Due to the COVID-19 pandemic, the world will be a different place by the time I finish writing this blog post.  Everything is changing before our very eyes on a minute to minute basis.  We are in a tornado of news; at this singular moment, March 20th 2020 at 4:00pm CST, the top news stories is that China’s death toll is over 3,000, Italy’s death from COVID-19 has now surpassed China’s, and Illinois has joined New York and California’s stay at home order. Tomorrow, we will be deluged by even more alarming headlines.

The elderly and the medically fragile are especially vulnerable to COVID-19, and that means that anyone with Familial Dysautonomia (FD) is at serious risk.   Many patients with FD have lung scarring due to frequent pneumonias.  Most often, these constant pneumonias are caused by aspiration, meaning that food is misdirected into the lungs instead of the stomach.  A virus which strikes the lungs is dire enough, but assaulting lungs that are already weakened is panic-worthy.

So, how does the FD community, and any medically fragile community stay calm when COVID-19 exponentially amplifies our well-founded preexisting fears?  I think everyone has their own coping mechanisms such as deep breathing, meditation, and exercise.  I find each of these to be helpful, especially as we are necessarily forced into social isolation.  However, the one thing I cling to in any crisis is my calming mantra: This Too Shall Pass.

When our son Andrew was ten years old, he was hospitalized for six months in the ICU.  I sat with him from 7am-7pm every day, never leaving the room.  At 7pm, my husband relieved me; he stayed overnight. I was the Sun; he was the Moon.  It was highly restrictive environment.  I never left those four walls during my shift. But much worse was helplessly watching my son endure wave after wave of “autonomic crisis,” best defined as life-threating retching attacks. The combination of isolation and fear and helplessness was overwhelming.  Wringing my hands, tears falling down my cheek, heart wrenching in pain, I kept silently screaming into the universe, “When will this agony end?”  I heard my inner voice calmly answer: This Too Shall Pass.

We had started our hospital marathon when the winter snows fell, and we were discharged in the heat of the summer. Andrew had survived.  We were all war torn but still standing.  Love had fueled our darkest days, and humor began to reenter our lives.  Many days later, when I shared my calming mantra, This Too Shall Pass, with Andrew, he amusingly added, “You know why, Mom?  Because that’s how time works.”

Like any crisis, COVID-19 will pass, because that’s how time works.  Hold tight to the dependable passage of time.  Fill current moments with calmness and focus on the inevitable better days ahead.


= DIRECTIONS FOR THIS TASK =
Return every record below exactly as written, but leave out the pictures.

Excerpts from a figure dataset
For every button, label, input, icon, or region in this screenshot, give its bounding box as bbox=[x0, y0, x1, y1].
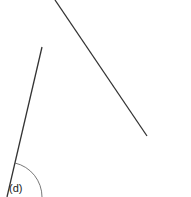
diagram-canvas bbox=[0, 0, 191, 197]
long-line bbox=[55, 0, 147, 136]
short-line bbox=[7, 47, 42, 197]
angle-label: (d) bbox=[9, 182, 22, 194]
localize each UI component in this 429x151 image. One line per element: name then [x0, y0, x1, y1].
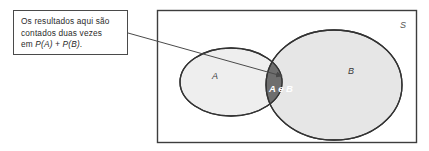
callout-line-3-suffix: . [80, 39, 82, 49]
annotation-callout: Os resultados aqui são contados duas vez… [13, 10, 128, 55]
callout-line-1: Os resultados aqui são [21, 16, 121, 28]
universe-label: S [400, 20, 406, 30]
set-b-label: B [348, 66, 354, 76]
intersection-label: A e B [268, 83, 293, 94]
callout-line-2: contados duas vezes [21, 28, 121, 40]
callout-line-3: em P(A) + P(B). [21, 39, 121, 51]
callout-line-3-prefix: em [21, 39, 35, 49]
set-a-label: A [211, 71, 218, 81]
venn-diagram-figure: S A B A e B Os resultados aqui são conta… [0, 0, 429, 151]
callout-line-3-math: P(A) + P(B) [35, 39, 79, 49]
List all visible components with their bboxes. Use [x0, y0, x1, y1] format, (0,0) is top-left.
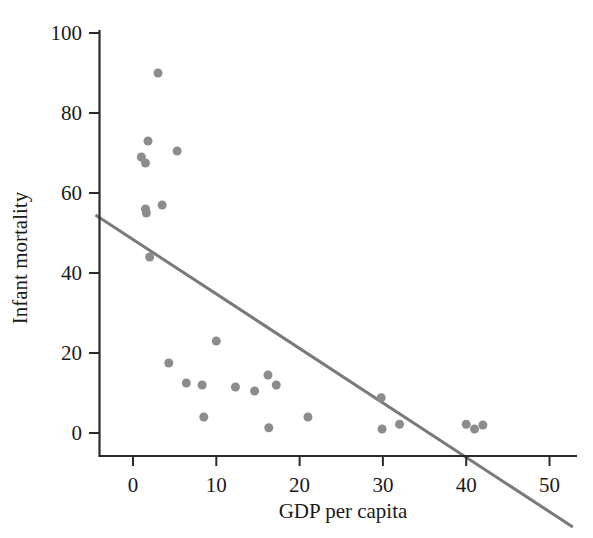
data-point — [478, 421, 487, 430]
data-point — [395, 420, 404, 429]
data-point — [272, 381, 281, 390]
x-tick-label: 50 — [539, 473, 560, 497]
regression-line — [96, 215, 573, 527]
data-point — [212, 337, 221, 346]
data-point — [250, 387, 259, 396]
x-tick-label: 40 — [456, 473, 477, 497]
y-axis-title: Infant mortality — [8, 191, 32, 324]
y-tick-label: 100 — [51, 21, 83, 45]
x-tick-label: 20 — [289, 473, 310, 497]
data-point — [470, 425, 479, 434]
regression-line-group — [96, 215, 573, 527]
data-point — [264, 423, 273, 432]
data-point — [158, 201, 167, 210]
data-point — [145, 253, 154, 262]
data-point — [199, 413, 208, 422]
x-tick-label: 10 — [206, 473, 227, 497]
y-tick-label: 60 — [61, 181, 82, 205]
data-point — [378, 425, 387, 434]
data-point — [462, 420, 471, 429]
data-points-group — [137, 69, 488, 434]
data-point — [182, 379, 191, 388]
x-axis-title: GDP per capita — [279, 499, 408, 523]
y-tick-label: 0 — [72, 421, 83, 445]
data-point — [143, 137, 152, 146]
data-point — [164, 359, 173, 368]
y-tick-label: 20 — [61, 341, 82, 365]
x-tick-label: 30 — [372, 473, 393, 497]
x-tick-label: 0 — [128, 473, 139, 497]
data-point — [142, 209, 151, 218]
y-tick-label: 40 — [61, 261, 82, 285]
plot-canvas: 01020304050 020406080100 GDP per capita … — [0, 0, 593, 538]
y-axis-ticks: 020406080100 — [51, 21, 100, 445]
data-point — [303, 413, 312, 422]
data-point — [231, 383, 240, 392]
data-point — [198, 381, 207, 390]
scatter-plot-figure: 01020304050 020406080100 GDP per capita … — [0, 0, 593, 538]
data-point — [263, 371, 272, 380]
data-point — [173, 147, 182, 156]
data-point — [141, 159, 150, 168]
data-point — [377, 393, 386, 402]
data-point — [153, 69, 162, 78]
y-tick-label: 80 — [61, 101, 82, 125]
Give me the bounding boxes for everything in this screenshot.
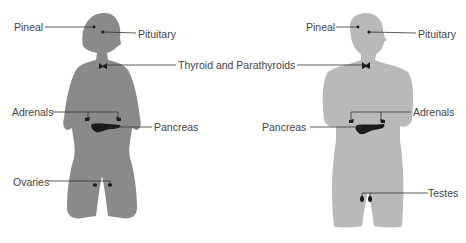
female-label-pancreas: Pancreas [154,121,198,133]
female-label-adrenals: Adrenals [12,106,53,118]
male-label-testes: Testes [428,187,458,199]
female-label-pituitary: Pituitary [138,28,176,40]
female-label-ovaries: Ovaries [13,176,49,188]
male-label-pancreas: Pancreas [262,121,306,133]
female-body-silhouette [63,13,141,219]
endocrine-diagram [0,0,466,243]
female-ovary-left [93,183,97,187]
male-testis-right [368,196,372,202]
male-label-adrenals: Adrenals [413,106,454,118]
male-body-silhouette [323,13,413,228]
male-label-pineal: Pineal [306,21,335,33]
label-thyroid-parathyroids: Thyroid and Parathyroids [176,59,297,71]
female-label-pineal: Pineal [14,21,43,33]
male-testis-left [360,196,364,202]
male-label-pituitary: Pituitary [418,28,456,40]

= WRITTEN REPLY =
For every button, label, input, icon, or region in this screenshot, give its bounding box as bbox=[x0, y0, x1, y1].
diagram-canvas bbox=[0, 0, 191, 197]
long-line bbox=[55, 0, 147, 136]
short-line bbox=[7, 47, 42, 197]
angle-label: (d) bbox=[9, 182, 22, 194]
localize each UI component in this 429x151 image. One line per element: name then [x0, y0, x1, y1].
callout-line-3-suffix: . [80, 39, 82, 49]
annotation-callout: Os resultados aqui são contados duas vez… [13, 10, 128, 55]
callout-line-1: Os resultados aqui são [21, 16, 121, 28]
universe-label: S [400, 20, 406, 30]
set-b-label: B [348, 66, 354, 76]
intersection-label: A e B [268, 83, 293, 94]
callout-line-2: contados duas vezes [21, 28, 121, 40]
callout-line-3: em P(A) + P(B). [21, 39, 121, 51]
callout-line-3-prefix: em [21, 39, 35, 49]
set-a-label: A [211, 71, 218, 81]
venn-diagram-figure: S A B A e B Os resultados aqui são conta… [0, 0, 429, 151]
callout-line-3-math: P(A) + P(B) [35, 39, 79, 49]
List all visible components with their bboxes. Use [x0, y0, x1, y1] format, (0,0) is top-left.
data-point — [478, 421, 487, 430]
data-point — [395, 420, 404, 429]
data-point — [272, 381, 281, 390]
x-tick-label: 50 — [539, 473, 560, 497]
regression-line — [96, 215, 573, 527]
data-point — [212, 337, 221, 346]
data-point — [250, 387, 259, 396]
x-tick-label: 40 — [456, 473, 477, 497]
y-axis-title: Infant mortality — [8, 191, 32, 324]
y-tick-label: 100 — [51, 21, 83, 45]
x-tick-label: 20 — [289, 473, 310, 497]
data-point — [470, 425, 479, 434]
regression-line-group — [96, 215, 573, 527]
data-point — [264, 423, 273, 432]
data-point — [158, 201, 167, 210]
data-point — [145, 253, 154, 262]
data-point — [199, 413, 208, 422]
x-tick-label: 10 — [206, 473, 227, 497]
y-tick-label: 60 — [61, 181, 82, 205]
data-point — [378, 425, 387, 434]
data-point — [462, 420, 471, 429]
data-points-group — [137, 69, 488, 434]
data-point — [182, 379, 191, 388]
x-axis-title: GDP per capita — [279, 499, 408, 523]
y-tick-label: 0 — [72, 421, 83, 445]
data-point — [143, 137, 152, 146]
data-point — [164, 359, 173, 368]
y-tick-label: 20 — [61, 341, 82, 365]
x-tick-label: 30 — [372, 473, 393, 497]
x-tick-label: 0 — [128, 473, 139, 497]
data-point — [142, 209, 151, 218]
y-tick-label: 40 — [61, 261, 82, 285]
plot-canvas: 01020304050 020406080100 GDP per capita … — [0, 0, 593, 538]
y-axis-ticks: 020406080100 — [51, 21, 100, 445]
data-point — [303, 413, 312, 422]
data-point — [231, 383, 240, 392]
data-point — [198, 381, 207, 390]
scatter-plot-figure: 01020304050 020406080100 GDP per capita … — [0, 0, 593, 538]
data-point — [263, 371, 272, 380]
data-point — [173, 147, 182, 156]
data-point — [141, 159, 150, 168]
data-point — [377, 393, 386, 402]
data-point — [153, 69, 162, 78]
y-tick-label: 80 — [61, 101, 82, 125]
Give me the bounding boxes for everything in this screenshot.
female-label-pancreas: Pancreas [154,121,198,133]
female-label-adrenals: Adrenals [12,106,53,118]
male-label-testes: Testes [428,187,458,199]
female-label-pituitary: Pituitary [138,28,176,40]
female-label-ovaries: Ovaries [13,176,49,188]
male-label-pancreas: Pancreas [262,121,306,133]
female-body-silhouette [63,13,141,219]
endocrine-diagram [0,0,466,243]
female-ovary-left [93,183,97,187]
male-testis-right [368,196,372,202]
male-label-adrenals: Adrenals [413,106,454,118]
male-body-silhouette [323,13,413,228]
male-label-pineal: Pineal [306,21,335,33]
label-thyroid-parathyroids: Thyroid and Parathyroids [176,59,297,71]
female-label-pineal: Pineal [14,21,43,33]
male-testis-left [360,196,364,202]
male-label-pituitary: Pituitary [418,28,456,40]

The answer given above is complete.